Fast Cross‐Scale Energy Transfer During Turbulent Magnetic Reconnection
Takuma Nakamura, Hiroshi Hasegawa, K. J. Genestreti, R. E. Denton, T. D. Phan, J. E. Stawarz, R. Nakamura, W. D. Nystrom
Abstract
Abstract Magnetic reconnection is a key fundamental process in collisionless plasmas that explosively converts magnetic energy to plasma kinetic and thermal energies through a change of magnetic field topology in a central electron‐scale region called the electron diffusion region (EDR). Past simulations and observations demonstrated that this process causes efficient energy conversion through the formation of multiple macro‐scale or micro‐scale magnetic islands/flux ropes. However, the coupling of these phenomena on different spatiotemporal scales is still poorly understood.
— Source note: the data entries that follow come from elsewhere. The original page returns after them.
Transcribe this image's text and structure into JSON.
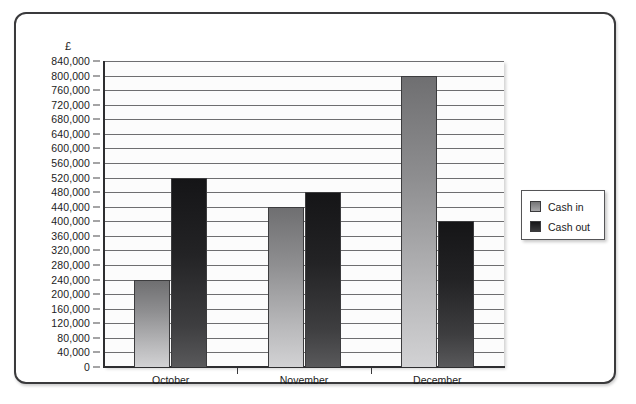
{
  "caption": "Question 5 is based on this bar chart.",
  "chart_data": {
    "type": "bar",
    "title": "",
    "currency_symbol": "£",
    "categories": [
      "October",
      "November",
      "December"
    ],
    "series": [
      {
        "name": "Cash in",
        "color": "#8e8e90",
        "values": [
          240000,
          440000,
          800000
        ]
      },
      {
        "name": "Cash out",
        "color": "#232325",
        "values": [
          520000,
          480000,
          400000
        ]
      }
    ],
    "xlabel": "",
    "ylabel": "£",
    "ylim": [
      0,
      840000
    ],
    "ytick_step": 40000,
    "ytick_labels": [
      "840,000",
      "800,000",
      "760,000",
      "720,000",
      "680,000",
      "640,000",
      "600,000",
      "560,000",
      "520,000",
      "480,000",
      "440,000",
      "400,000",
      "360,000",
      "320,000",
      "280,000",
      "240,000",
      "200,000",
      "160,000",
      "120,000",
      "80,000",
      "40,000",
      "0"
    ],
    "ytick_values": [
      840000,
      800000,
      760000,
      720000,
      680000,
      640000,
      600000,
      560000,
      520000,
      480000,
      440000,
      400000,
      360000,
      320000,
      280000,
      240000,
      200000,
      160000,
      120000,
      80000,
      40000,
      0
    ],
    "grid": true,
    "legend_position": "right"
  },
  "legend": {
    "items": [
      {
        "label": "Cash in",
        "swatch": "cash-in-swatch"
      },
      {
        "label": "Cash out",
        "swatch": "cash-out-swatch"
      }
    ]
  }
}
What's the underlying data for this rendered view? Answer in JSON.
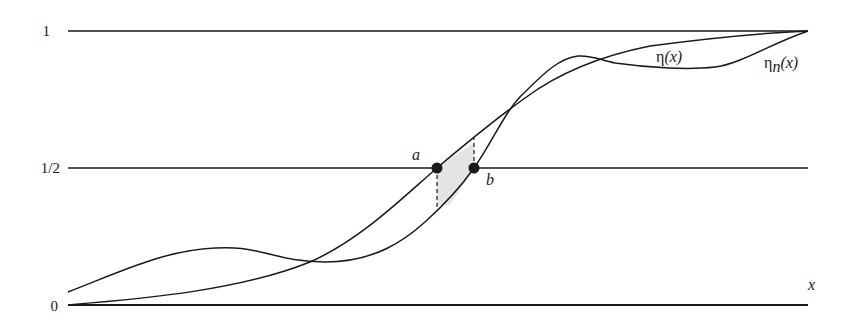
{
  "figure": {
    "y_ticks": [
      {
        "label": "1",
        "value": 1
      },
      {
        "label": "1/2",
        "value": 0.5
      },
      {
        "label": "0",
        "value": 0
      }
    ],
    "x_axis_label": "x",
    "points": {
      "a": "a",
      "b": "b"
    },
    "curves": {
      "eta": {
        "symbol": "η",
        "arg": "(x)",
        "subscript": ""
      },
      "eta_n": {
        "symbol": "η",
        "arg": "(x)",
        "subscript": "n"
      }
    },
    "colors": {
      "line": "#1a1a1a",
      "background": "#ffffff"
    }
  }
}
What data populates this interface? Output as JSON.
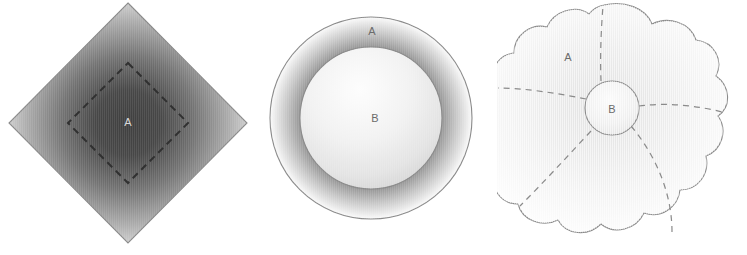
{
  "figure": {
    "background_color": "#ffffff",
    "panels": [
      {
        "id": "diamond",
        "name": "square-rotated-with-inner-dashed-square",
        "outline_color": "#8a8a8a",
        "dashed_color": "#3a3a3a",
        "gradient": {
          "edge_color": "#fafafa",
          "mid_color": "#b4b4b4",
          "center_color": "#3f3f3f"
        },
        "labels": [
          {
            "text": "A",
            "x": 128,
            "y": 123,
            "tone": "light"
          }
        ],
        "outer_vertices": [
          {
            "x": 128,
            "y": 3
          },
          {
            "x": 247,
            "y": 123
          },
          {
            "x": 128,
            "y": 243
          },
          {
            "x": 9,
            "y": 123
          }
        ],
        "inner_vertices": [
          {
            "x": 128,
            "y": 63
          },
          {
            "x": 188,
            "y": 123
          },
          {
            "x": 128,
            "y": 183
          },
          {
            "x": 68,
            "y": 123
          }
        ]
      },
      {
        "id": "annulus",
        "name": "outer-circle-with-inner-circle",
        "outline_color": "#8a8a8a",
        "gradient": {
          "edge_color": "#fbfbfb",
          "mid_color": "#4d4d4d",
          "center_color": "#efefef"
        },
        "labels": [
          {
            "text": "A",
            "x": 372,
            "y": 32,
            "tone": "dark"
          },
          {
            "text": "B",
            "x": 375,
            "y": 119,
            "tone": "dark"
          }
        ],
        "outer_circle": {
          "cx": 371,
          "cy": 118,
          "r": 101
        },
        "inner_circle": {
          "cx": 371,
          "cy": 118,
          "r": 71
        }
      },
      {
        "id": "lobed",
        "name": "lobed-cloud-with-central-circle-and-dashed-partitions",
        "outline_color": "#8a8a8a",
        "dashed_color": "#8a8a8a",
        "gradient": {
          "edge_color": "#ffffff",
          "mid_color": "#f2f2f2",
          "center_color": "#e2e2e2"
        },
        "labels": [
          {
            "text": "A",
            "x": 568,
            "y": 58,
            "tone": "dark"
          },
          {
            "text": "B",
            "x": 612,
            "y": 110,
            "tone": "dark"
          }
        ],
        "central_circle": {
          "cx": 612,
          "cy": 108,
          "r": 27
        },
        "lobe_count": 4,
        "partition_count": 4
      }
    ]
  }
}
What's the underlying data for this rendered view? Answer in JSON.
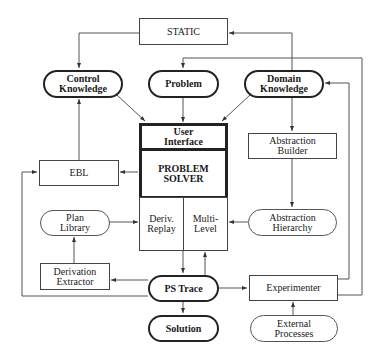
{
  "diagram": {
    "nodes": {
      "static": "STATIC",
      "control_knowledge": "Control\nKnowledge",
      "problem": "Problem",
      "domain_knowledge": "Domain\nKnowledge",
      "user_interface": "User\nInterface",
      "problem_solver": "PROBLEM\nSOLVER",
      "ebl": "EBL",
      "abstraction_builder": "Abstraction\nBuilder",
      "plan_library": "Plan\nLibrary",
      "deriv_replay": "Deriv.\nReplay",
      "multi_level": "Multi-\nLevel",
      "abstraction_hierarchy": "Abstraction\nHierarchy",
      "derivation_extractor": "Derivation\nExtractor",
      "ps_trace": "PS Trace",
      "experimenter": "Experimenter",
      "solution": "Solution",
      "external_processes": "External\nProcesses"
    },
    "edges": [
      {
        "from": "STATIC",
        "to": "Control Knowledge"
      },
      {
        "from": "Domain Knowledge",
        "to": "STATIC"
      },
      {
        "from": "Control Knowledge",
        "to": "User Interface"
      },
      {
        "from": "Problem",
        "to": "User Interface"
      },
      {
        "from": "Domain Knowledge",
        "to": "User Interface"
      },
      {
        "from": "Domain Knowledge",
        "to": "Abstraction Builder"
      },
      {
        "from": "Abstraction Builder",
        "to": "Abstraction Hierarchy"
      },
      {
        "from": "Abstraction Hierarchy",
        "to": "Multi-Level"
      },
      {
        "from": "PROBLEM SOLVER",
        "to": "EBL"
      },
      {
        "from": "EBL",
        "to": "Control Knowledge"
      },
      {
        "from": "Plan Library",
        "to": "Deriv. Replay"
      },
      {
        "from": "Derivation Extractor",
        "to": "Plan Library"
      },
      {
        "from": "PROBLEM SOLVER",
        "to": "PS Trace"
      },
      {
        "from": "PS Trace",
        "to": "PROBLEM SOLVER"
      },
      {
        "from": "PS Trace",
        "to": "Derivation Extractor"
      },
      {
        "from": "PS Trace",
        "to": "EBL"
      },
      {
        "from": "PS Trace",
        "to": "Experimenter"
      },
      {
        "from": "PS Trace",
        "to": "Solution"
      },
      {
        "from": "External Processes",
        "to": "Experimenter"
      },
      {
        "from": "Experimenter",
        "to": "Domain Knowledge"
      },
      {
        "from": "Experimenter",
        "to": "Problem"
      }
    ],
    "colors": {
      "line": "#444444",
      "background": "#ffffff"
    }
  }
}
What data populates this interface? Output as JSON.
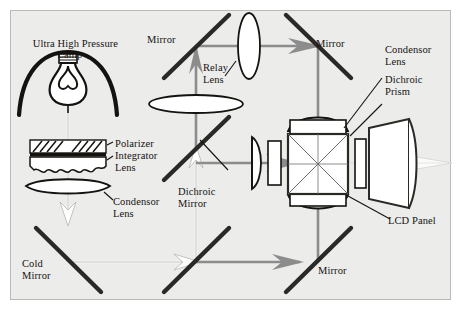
{
  "figure": {
    "title_label": "Ultra High Pressure\nLamp",
    "background_color": "#ececeb",
    "border_color": "#b9b9b7",
    "ink_color": "#15130f",
    "beam_color": "#8c8c8c",
    "output_beam_color": "#f2f2f2",
    "type": "optical-light-path-diagram"
  },
  "labels": {
    "lamp": "Ultra High Pressure\nLamp",
    "mirror_top_left": "Mirror",
    "mirror_top_right": "Mirror",
    "relay_lens": "Relay\nLens",
    "polarizer": "Polarizer",
    "integrator_lens": "Integrator\nLens",
    "condensor_lens_left": "Condensor\nLens",
    "dichroic_mirror": "Dichroic\nMirror",
    "cold_mirror": "Cold\nMirror",
    "condensor_lens_right": "Condensor\nLens",
    "dichroic_prism": "Dichroic\nPrism",
    "lcd_panel": "LCD Panel",
    "mirror_bottom_right": "Mirror"
  },
  "components": [
    {
      "name": "ultra-high-pressure-lamp",
      "label": "Ultra High Pressure Lamp",
      "kind": "source"
    },
    {
      "name": "polarizer",
      "label": "Polarizer",
      "kind": "optic"
    },
    {
      "name": "integrator-lens",
      "label": "Integrator Lens",
      "kind": "lens"
    },
    {
      "name": "condensor-lens-left",
      "label": "Condensor Lens",
      "kind": "lens"
    },
    {
      "name": "cold-mirror",
      "label": "Cold Mirror",
      "kind": "mirror"
    },
    {
      "name": "dichroic-mirror",
      "label": "Dichroic Mirror",
      "kind": "mirror"
    },
    {
      "name": "mirror-top-left",
      "label": "Mirror",
      "kind": "mirror"
    },
    {
      "name": "mirror-top-right",
      "label": "Mirror",
      "kind": "mirror"
    },
    {
      "name": "mirror-bottom-right",
      "label": "Mirror",
      "kind": "mirror"
    },
    {
      "name": "relay-lens",
      "label": "Relay Lens",
      "kind": "lens"
    },
    {
      "name": "condensor-lens-right",
      "label": "Condensor Lens",
      "kind": "lens"
    },
    {
      "name": "dichroic-prism",
      "label": "Dichroic Prism",
      "kind": "prism"
    },
    {
      "name": "lcd-panel",
      "label": "LCD Panel",
      "kind": "panel"
    },
    {
      "name": "projection-lens",
      "label": "",
      "kind": "lens"
    }
  ]
}
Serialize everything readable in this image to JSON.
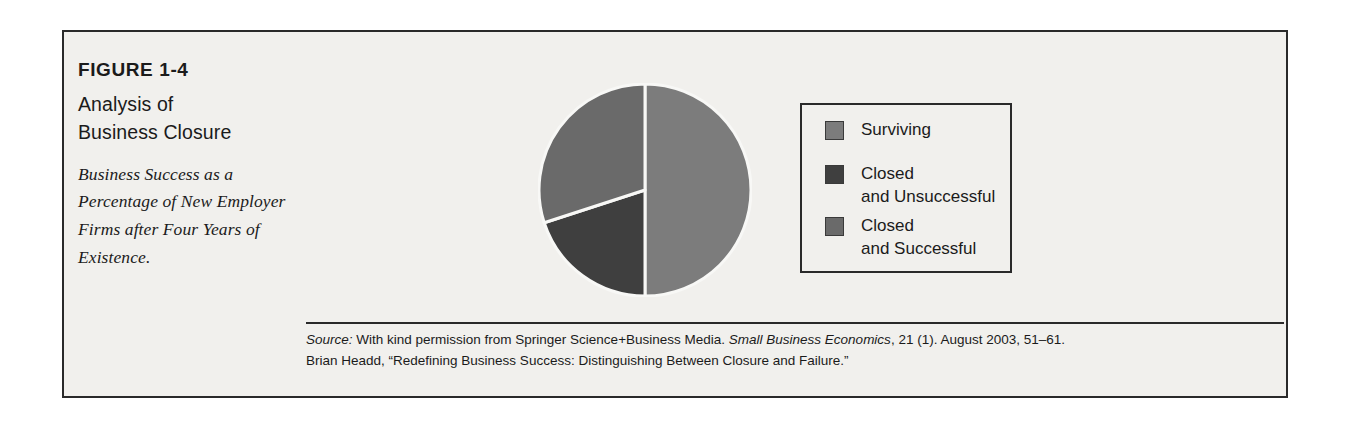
{
  "figure": {
    "number": "FIGURE 1-4",
    "title_lines": [
      "Analysis of",
      "Business Closure"
    ],
    "subtitle": "Business Success as a Percentage of New Employer Firms after Four Years of Existence."
  },
  "legend": {
    "items": [
      {
        "label": "Surviving",
        "color": "#7c7c7c",
        "swatch_name": "legend-swatch-surviving"
      },
      {
        "label": "Closed\nand Unsuccessful",
        "color": "#3f3f3f",
        "swatch_name": "legend-swatch-closed-unsuccessful"
      },
      {
        "label": "Closed\nand Successful",
        "color": "#6a6a6a",
        "swatch_name": "legend-swatch-closed-successful"
      }
    ]
  },
  "source": {
    "prefix": "Source:",
    "line1_a": " With kind permission from Springer Science+Business Media. ",
    "line1_italic": "Small Business Economics",
    "line1_b": ", 21 (1). August 2003, 51–61.",
    "line2": "Brian Headd, “Redefining Business Success: Distinguishing Between Closure and Failure.”"
  },
  "colors": {
    "page_background": "#ffffff",
    "panel_background": "#f1f0ed",
    "frame_border": "#2a2a2a",
    "text": "#1b1b1b",
    "wedge_divider": "#f8f8f6"
  },
  "chart_data": {
    "type": "pie",
    "title": "Analysis of Business Closure",
    "subtitle": "Business Success as a Percentage of New Employer Firms after Four Years of Existence.",
    "unit": "percent",
    "start_angle_deg": 0,
    "direction": "clockwise",
    "categories": [
      "Surviving",
      "Closed and Unsuccessful",
      "Closed and Successful"
    ],
    "values": [
      50,
      20,
      30
    ],
    "colors": [
      "#7c7c7c",
      "#3f3f3f",
      "#6a6a6a"
    ],
    "legend_position": "right",
    "grid": false,
    "slices": [
      {
        "label": "Surviving",
        "value": 50,
        "color": "#7c7c7c",
        "start_deg": 0,
        "end_deg": 180
      },
      {
        "label": "Closed and Unsuccessful",
        "value": 20,
        "color": "#3f3f3f",
        "start_deg": 180,
        "end_deg": 252
      },
      {
        "label": "Closed and Successful",
        "value": 30,
        "color": "#6a6a6a",
        "start_deg": 252,
        "end_deg": 360
      }
    ]
  }
}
Here, based on a new large‐scale fully kinetic simulation with a realistic, initially fluctuating magnetic field, we demonstrate that macro‐scale evolution of turbulent reconnection involving merging of macro‐scale islands induces repeated, quick formation of new electron‐scale islands within the EDR which soon grow to larger scales. This process causes an efficient cross‐scale energy transfer from electron‐ to larger‐scales, and leads to strong electron energization within the growing islands.